On Mon, May 12, 2014 at 06:14:40PM +0200, John Smith wrote:
On Mon, May 12, 2014 at 5:39 PM, Dan Kenigsberg <danken@redhat.com> wrote:
A big limitation of the macvtap approach is that it would let you connect only a single VM to your WiFi. Is that fine by you?
I wasnt aware of that limitation. No, a single VM limitation would not be sufficient. I was assuming you could simply do something like this :
ip link add link wlp2s0 name macvtap0 type macvtap ip link add link wlp2s0 name macvtap1 type macvtap ip link add link wlp2s0 name macvtap2 type macvtap
And then assign individual 'interfaces' macvtap0, macvtap1 and macvtap2 to different VM's. Apparently it doesnt work that way.
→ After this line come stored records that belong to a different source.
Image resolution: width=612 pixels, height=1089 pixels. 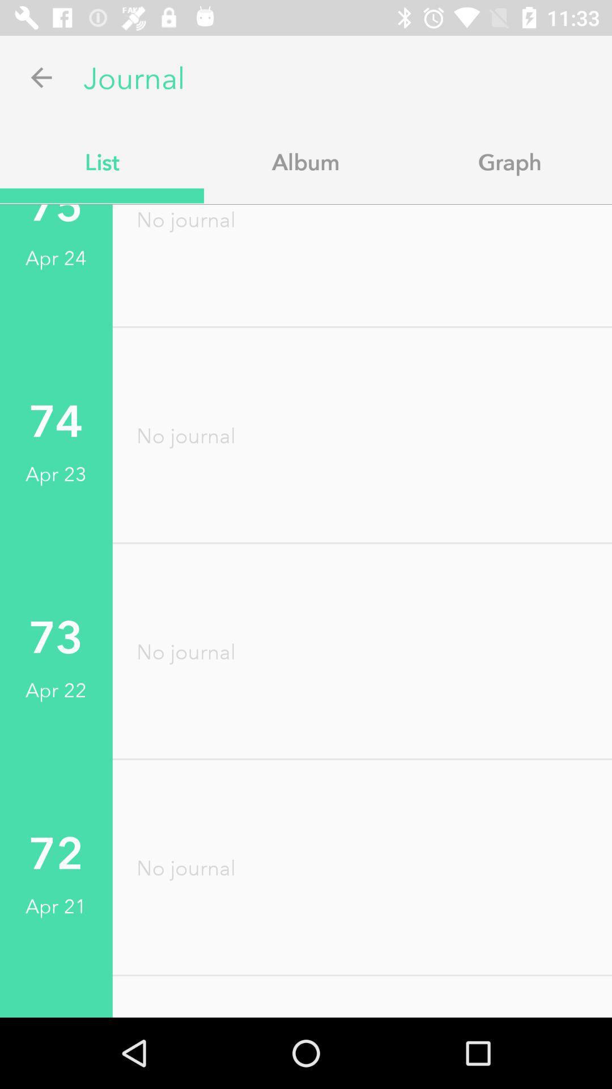 What do you see at coordinates (306, 161) in the screenshot?
I see `select on the text right to list` at bounding box center [306, 161].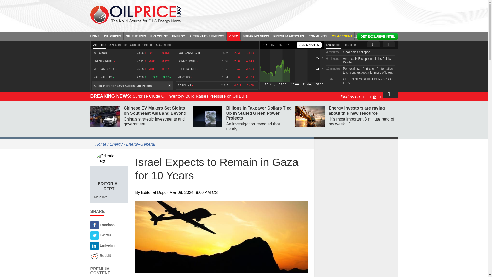  What do you see at coordinates (318, 36) in the screenshot?
I see `COMMUNITY` at bounding box center [318, 36].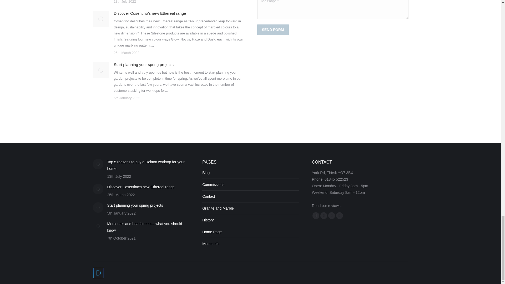  I want to click on Linkedin page opens in new window, so click(331, 215).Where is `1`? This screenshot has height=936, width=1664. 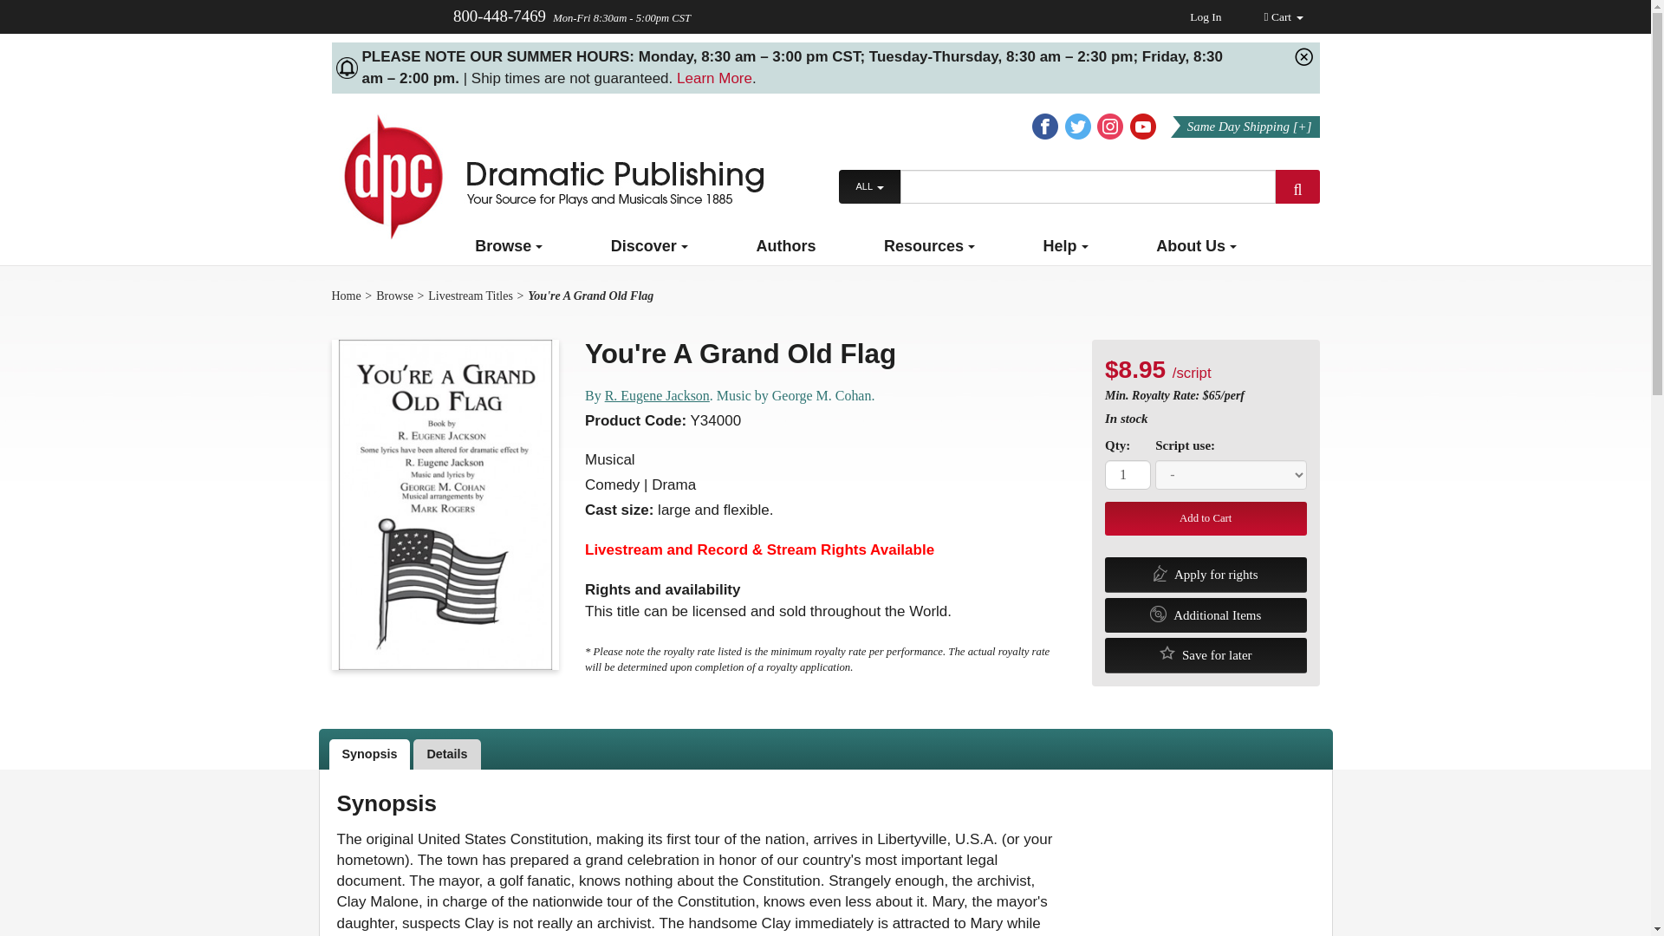
1 is located at coordinates (1128, 475).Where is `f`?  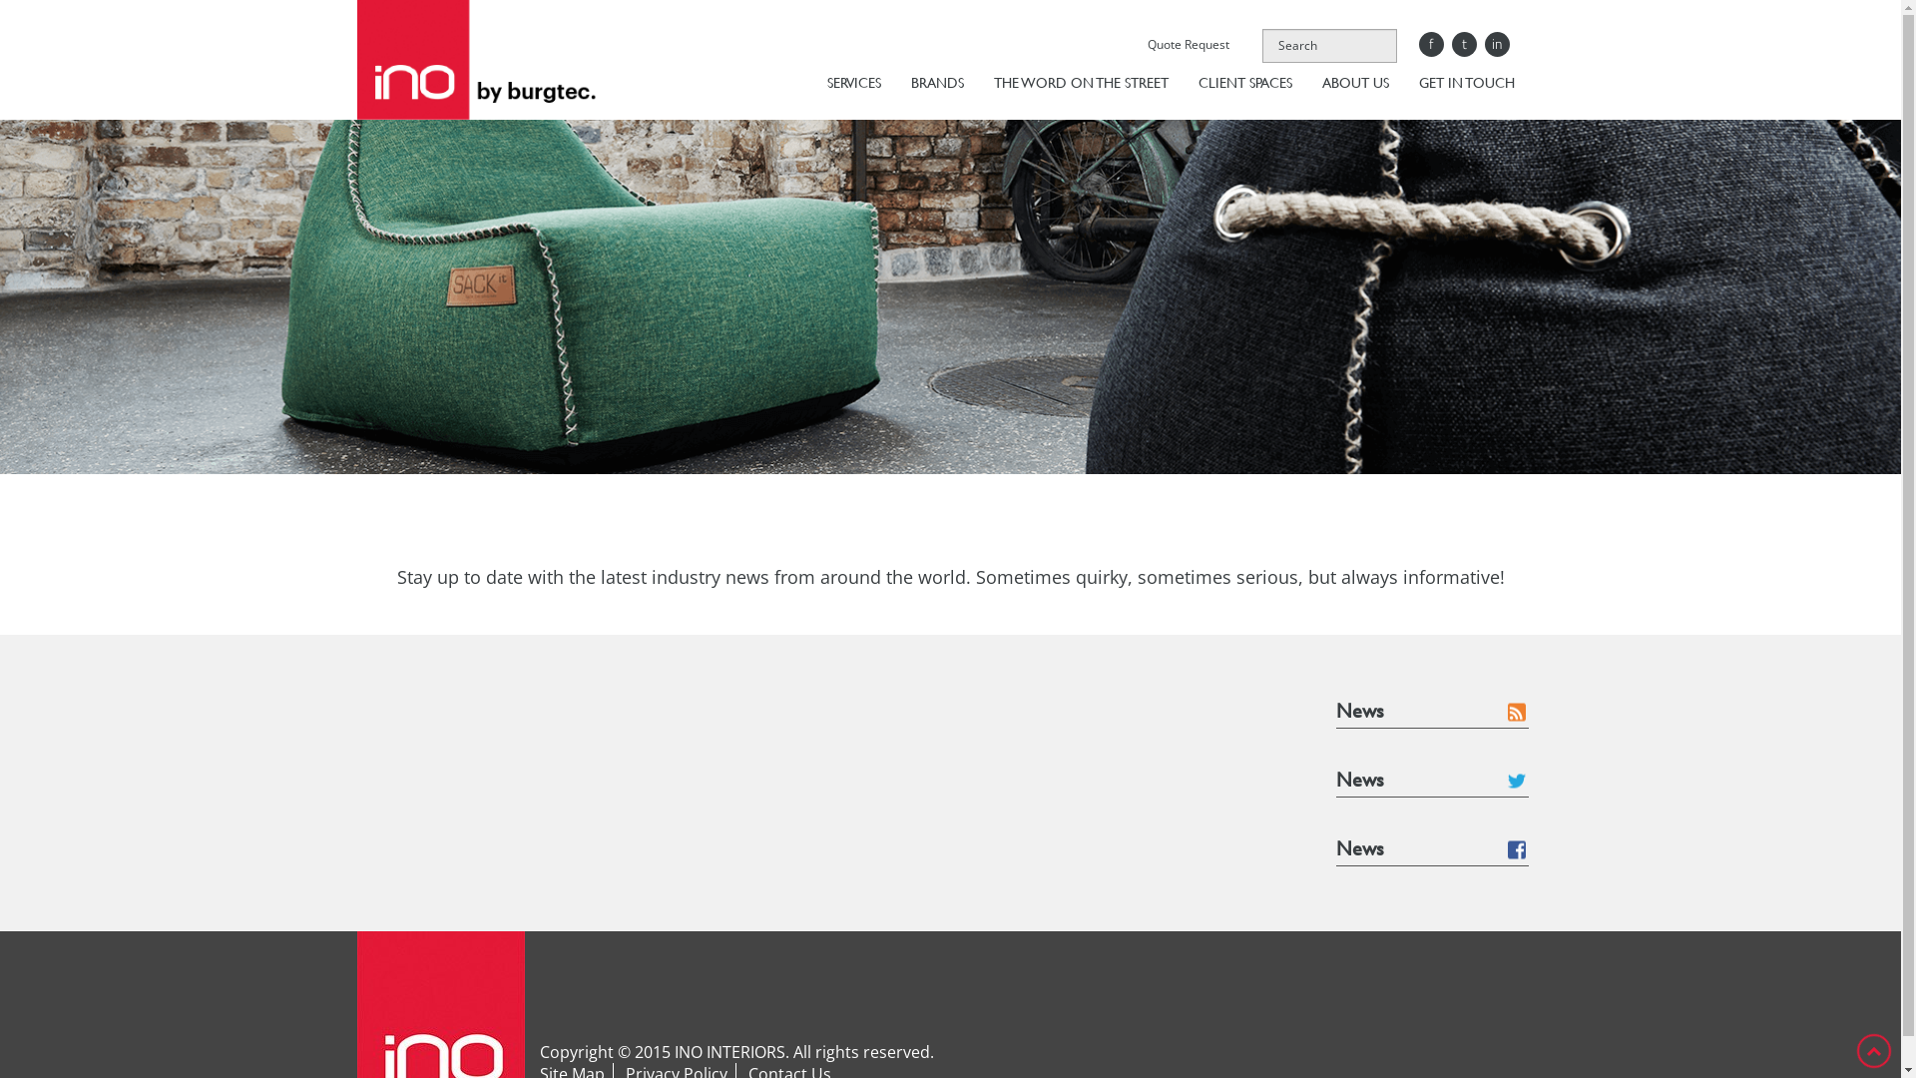 f is located at coordinates (1431, 44).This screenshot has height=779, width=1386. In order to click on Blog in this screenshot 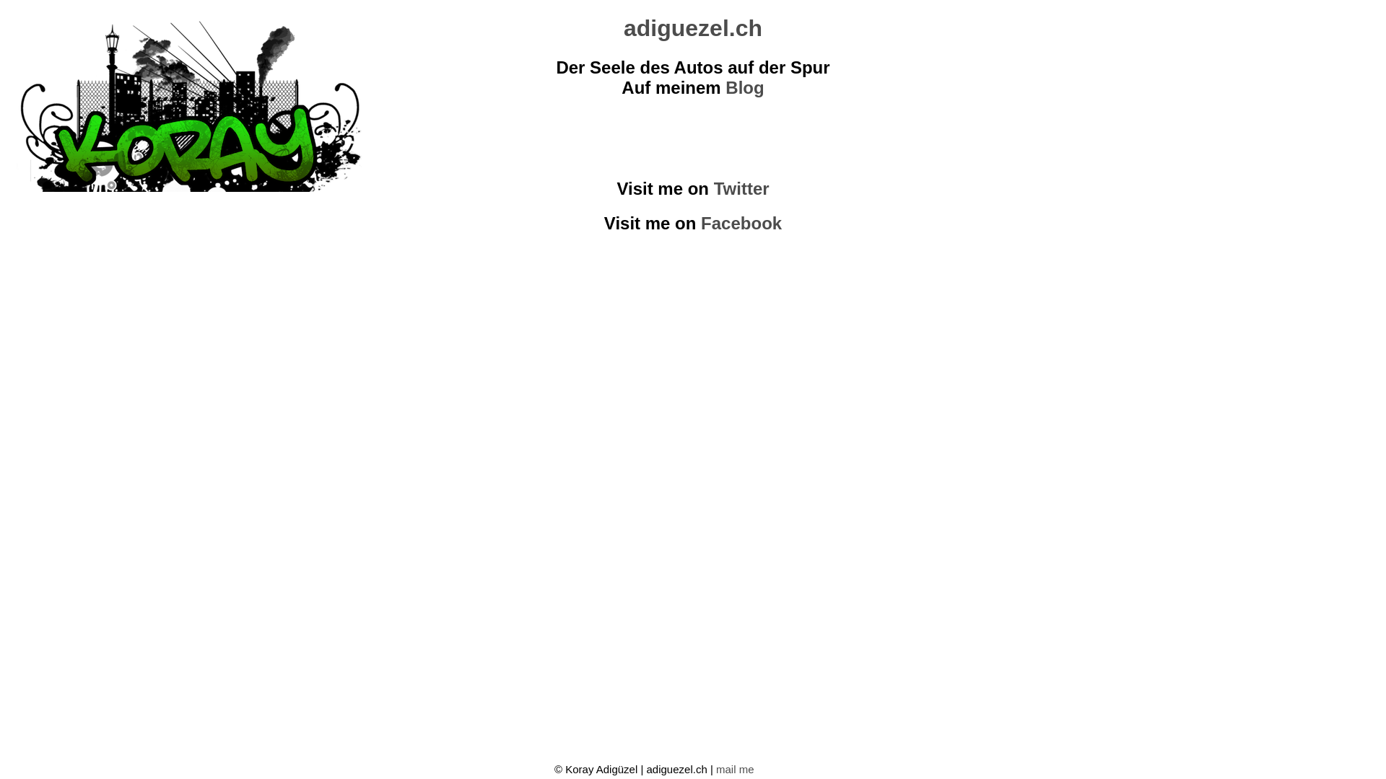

Maybe it does - please try or wait for someone in the know (such as mst) to explain. The thing is that afaik http://libvirt.org/formatnetwork.html#examplesDirect creates the macvtap devices for you, and it creates one device per one virtual function.
Yes, defining a libvirt network requires using
virsh net-define <xmlfile>
(you may need to pass the not-so-secret vdsm@ovirt/shibboleth password to tinker with libvirt, which is better done on non-production setup)
virsh net-dumpxml <net-name>
could show you what's already defined, but I don't expect you to have interesting networks as of yet.
Thanks, ill start fooling around with virsh net-define and virsh net-dumpxml then.
It may not be easy, but I'd be grateful if you report here on what you will have accomplished.
No problem. Although after having read your last message, I think I may be better off using (and start with looking at) your NAT-based network / vdsm-hook-extnet approach.
NB: Even if it is possible to define a libvirt network with several pre-created macvtaps, you'd need something like vdsm-hook-extnet to convince oVirt to use your network instead of a bridge. Dan.